All in all it was probably best not to push Joseph on the subject of alcohol, not so soon after the falling down the stairs at three in the morning incident. He had meant to have just one single malt whisky in a cup of hot milk, but he didn’t like hot milk, so he just had the malt without the milk. It went straight to his head and wiped out his ability to say no when he generously offered himself another large one, then a third, before deciding to return to bed. He could have sworn there was a stair where he was attempting to put his foot, but it had been an illusion. His foot had hit air and he’d gone arse over tit from the top right to the bottom of the stairs.

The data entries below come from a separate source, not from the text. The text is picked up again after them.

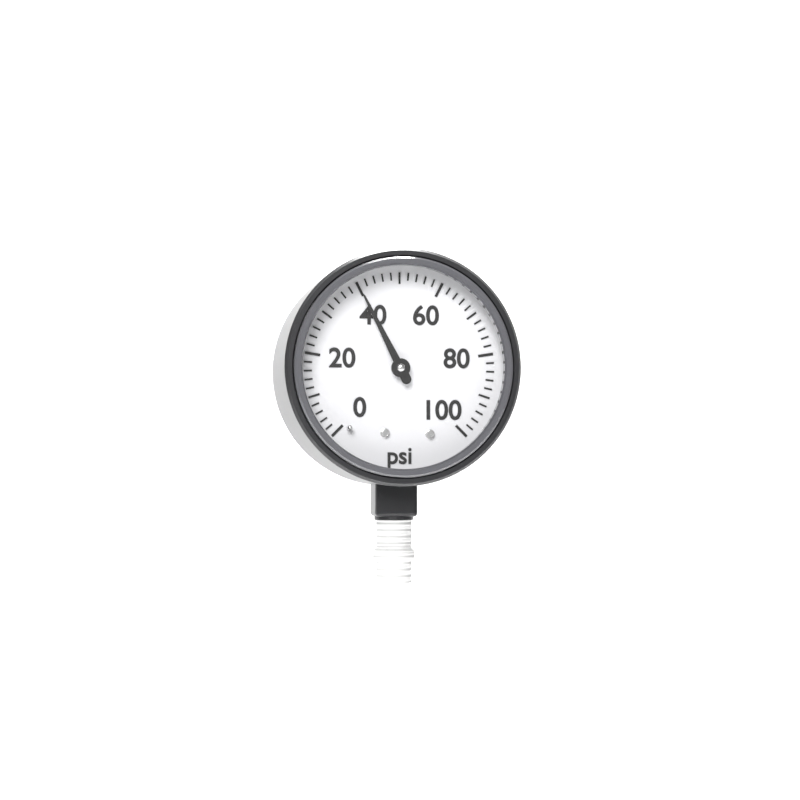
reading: 40 psi
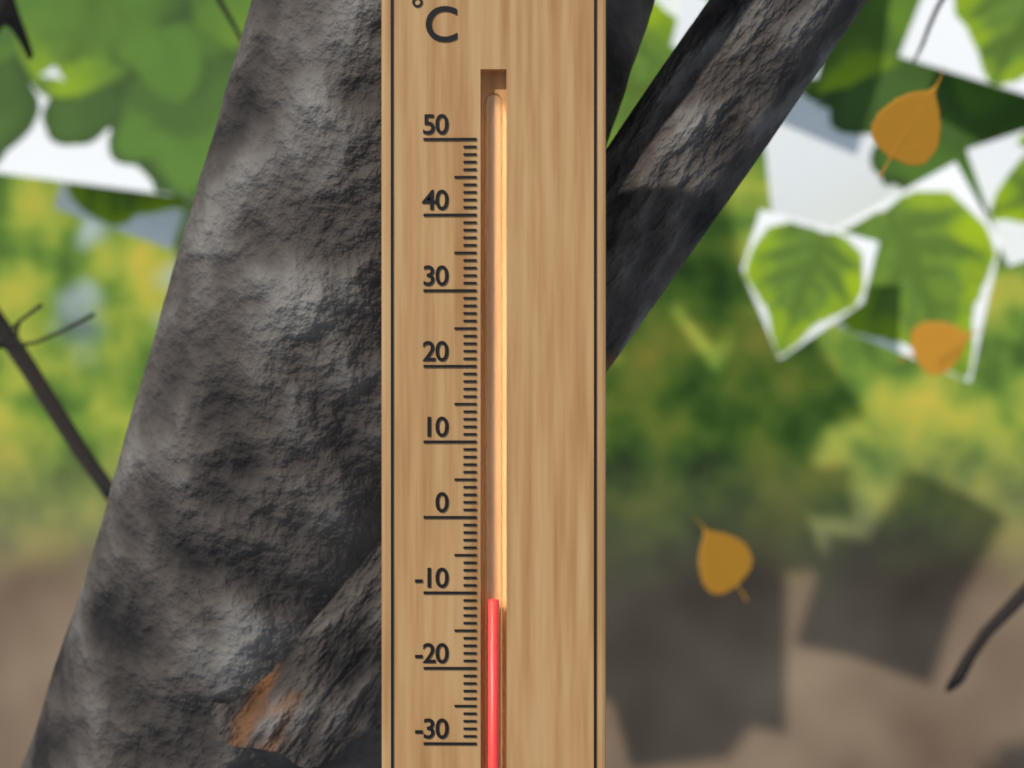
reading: -11 °C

Fortunately he was inebriated enough for his body to have taken on a rubbery quality, which enabled him to bounce rather than shatter. He’d accumulated a few bruises, but nothing serious. He’d thought it quite funny, but the Station Master had not been amused at all. In consequence he had come over all Government Guideline and limited him to a strict number of units per day for an undisclosed period of time. In this case the units were single rather than plural. In other words just one, a glass of wine with dinner, which was far, far lower than even the Government Guide suggested. As Michael had said at the time, shortly before he ended up over Joseph’s knee, it just went to prove that democracy was simply a dictatorship waiting to fall into the wrong hands and what had once been merely a suggestion or recommendation then became an absolute order and source of persecution. That wasn’t why he ended up over Joseph’s knee. He had ended up over Joseph’s knee not for words, but for action. To be precise it was for throwing an expensive wine glass across the room in a display of democratic bad temper at not being permitted another glass of his favourite Wolf Blass chardonnay. Dictators didn’t care for that kind of freedom of expression, especially not his dictator who ruled the domestic empire with a hand of iron and upon occasion a paddle of wood.

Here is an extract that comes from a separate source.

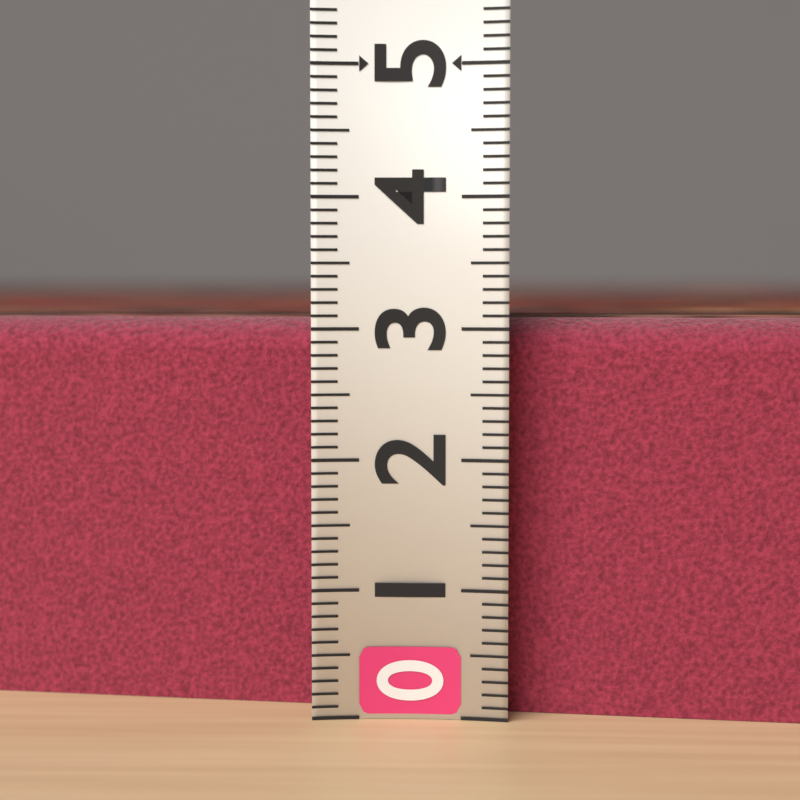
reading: 3.1 (no unit)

Lying back against the pillows Michael gazed up at the ceiling hoping Joseph wouldn’t be too long with the tea, not that he was eager to drink it or anything. He just didn’t like being alone for any period of time. His personality craved a constant audience. The ceiling, despite the benefit of several coats of quality white emulsion, still had fine cracks in it. The trains caused vibration to pass through the land and gently jostle the house causing hairline cracks in walls and ceilings. It was nothing serious according to the surveyor. The Victorians built solid so there was no danger of the house tumbling down. The cracks were just like wrinkles on a face, he said, an inevitable part of the aging process. Michael stopped staring at the ceiling and abruptly sat up again. He hadn’t cared for the analogy of wrinkles.
He turned his scrutiny on the wallpaper left behind by the previous owners as an asset, it being recently applied and appearing in the Estate Agents’ blurb as: ‘newly renovated master bedroom.’ It was a Laura Ashley pattern, shaggy oriental flowers in bilious shades of mauve. The curtains matched so that when drawn everything blended and you couldn’t tell exactly where the window was. The effect was claustrophobic. It would have to go. The whole house needed redecorating. Michael wanted to hire people in, but Joseph, Sir Parsimonious, said they could do it themselves at a fraction of the cost. It would be fun he said, something for them to do together on weekends and holidays. Michael gave a heavy sigh. Much like decaff tea, DIY was not to his taste.